Over the next decade, the European Union plans to cut by a fifth its emissions of carbon dioxide, the gas most blamed for climate change.
But the current system of taxing energy use across Europe undermines that ambition, because it puts the lowest levies on the biggest polluter, coal, and imposes the highest burden on one of the least carbon-intensive, bioethanol.
European countries also vary in their approach to taxing energy.
Semeta plans to change all that with a new fuel tax that includes a levy on carbon emissions and a minimum tax on motor and heating fuels. Under the scheme, tax on coal would rise.
The planned overhaul of Europe's 240 billion euro ($347 billion) annual taxation of energy would also make green fuels cheaper.
Fuels made from plant biomass -- such as wood pellets, bioethanol or biodiesel -- would be taxed less, because in some cases they can absorb almost as much carbon when they are grown as is released when they are burned.
The scheme would extend environmental controls beyond industry to households and consumers.
Taxation of carbon emissions is used by Denmark, Sweden and Ireland, while Britain, Germany and the Netherlands have various eco-friendly taxes.

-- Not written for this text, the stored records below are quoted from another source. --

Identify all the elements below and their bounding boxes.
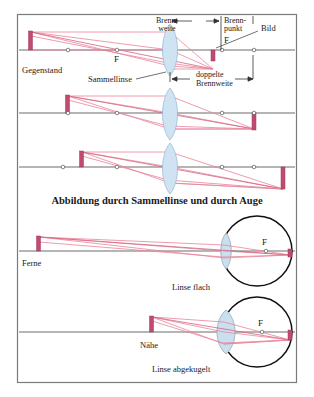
focal-dot-2f-right-3 bbox=[252, 165, 256, 169]
panel-eye-far: F Ferne Linse flach bbox=[19, 216, 295, 292]
image-arrow-3 bbox=[281, 167, 285, 189]
focal-dot-2f-left-3 bbox=[61, 165, 65, 169]
object-arrow-2 bbox=[66, 95, 70, 113]
focal-dot-f-right-3 bbox=[220, 165, 224, 169]
image-arrow-2 bbox=[252, 113, 256, 130]
panel-lens-2 bbox=[19, 88, 295, 140]
panel-lens-1: Brenn- weite Brenn- punkt F Bild Gegenst… bbox=[19, 16, 295, 88]
object-arrow-1 bbox=[29, 31, 33, 50]
lens-leader-line bbox=[136, 72, 166, 79]
focal-dot-2f-left-1 bbox=[66, 48, 70, 52]
focal-point-label-line2: punkt bbox=[224, 24, 243, 33]
image-arrow-1 bbox=[211, 50, 215, 61]
focal-dot-2f-right-1 bbox=[252, 48, 256, 52]
panel-eye-near: F Nähe Linse abgekugelt bbox=[19, 297, 295, 374]
caption-lens-flat: Linse flach bbox=[172, 282, 211, 292]
focal-dot-2f-right-2 bbox=[252, 111, 256, 115]
caption-lens-rounded: Linse abgekugelt bbox=[152, 364, 211, 374]
lens-label: Sammellinse bbox=[88, 74, 132, 84]
focal-point-f-left-1: F bbox=[114, 54, 119, 64]
focal-dot-2f-left-2 bbox=[66, 111, 70, 115]
focal-dot-f-left-1 bbox=[115, 48, 119, 52]
optics-diagram-svg: Brenn- weite Brenn- punkt F Bild Gegenst… bbox=[0, 0, 314, 397]
object-arrow-4 bbox=[37, 236, 41, 251]
optics-figure: Brenn- weite Brenn- punkt F Bild Gegenst… bbox=[0, 0, 314, 397]
figure-title: Abbildung durch Sammellinse und durch Au… bbox=[51, 195, 262, 206]
double-focal-label-line2: Brennweite bbox=[196, 79, 233, 88]
image-leader-line bbox=[216, 31, 258, 48]
focal-dot-f-right-2 bbox=[220, 111, 224, 115]
focal-point-eye-rounded: F bbox=[258, 318, 263, 328]
retina-image-rounded bbox=[288, 330, 292, 340]
focal-dot-eye-rounded bbox=[260, 330, 264, 334]
converging-lens-3 bbox=[163, 143, 178, 194]
focal-length-dimension bbox=[172, 19, 219, 23]
object-label-far: Ferne bbox=[22, 258, 42, 268]
retina-image-flat bbox=[288, 249, 292, 257]
image-label: Bild bbox=[261, 23, 276, 33]
focal-dot-f-left-2 bbox=[115, 111, 119, 115]
focal-dot-f-left-3 bbox=[115, 165, 119, 169]
focal-dot-eye-flat bbox=[264, 249, 268, 253]
light-rays-3 bbox=[82, 152, 283, 189]
double-focal-label-line1: doppelte bbox=[196, 70, 224, 79]
focal-point-eye-flat: F bbox=[262, 237, 267, 247]
focal-length-label-line2: weite bbox=[158, 24, 176, 33]
object-arrow-3 bbox=[80, 151, 84, 167]
object-label-near: Nähe bbox=[140, 340, 158, 350]
object-label-1: Gegenstand bbox=[22, 65, 63, 75]
object-arrow-5 bbox=[150, 316, 154, 332]
panel-lens-3 bbox=[19, 143, 295, 194]
light-rays-4 bbox=[39, 237, 290, 258]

Semeta's attempt to overhaul fuel taxes last summer stalled over concerns about the impact on business. He also faces long-standing resistance from countries to interference from Brussels on tax.
"Any tax proposal is not going to be an easygoing issue," Semeta told journalists.
He defended the impact of the tax measures on fuel prices. "Germany now is taxing diesel at a much higher level than ... in the proposal," he said.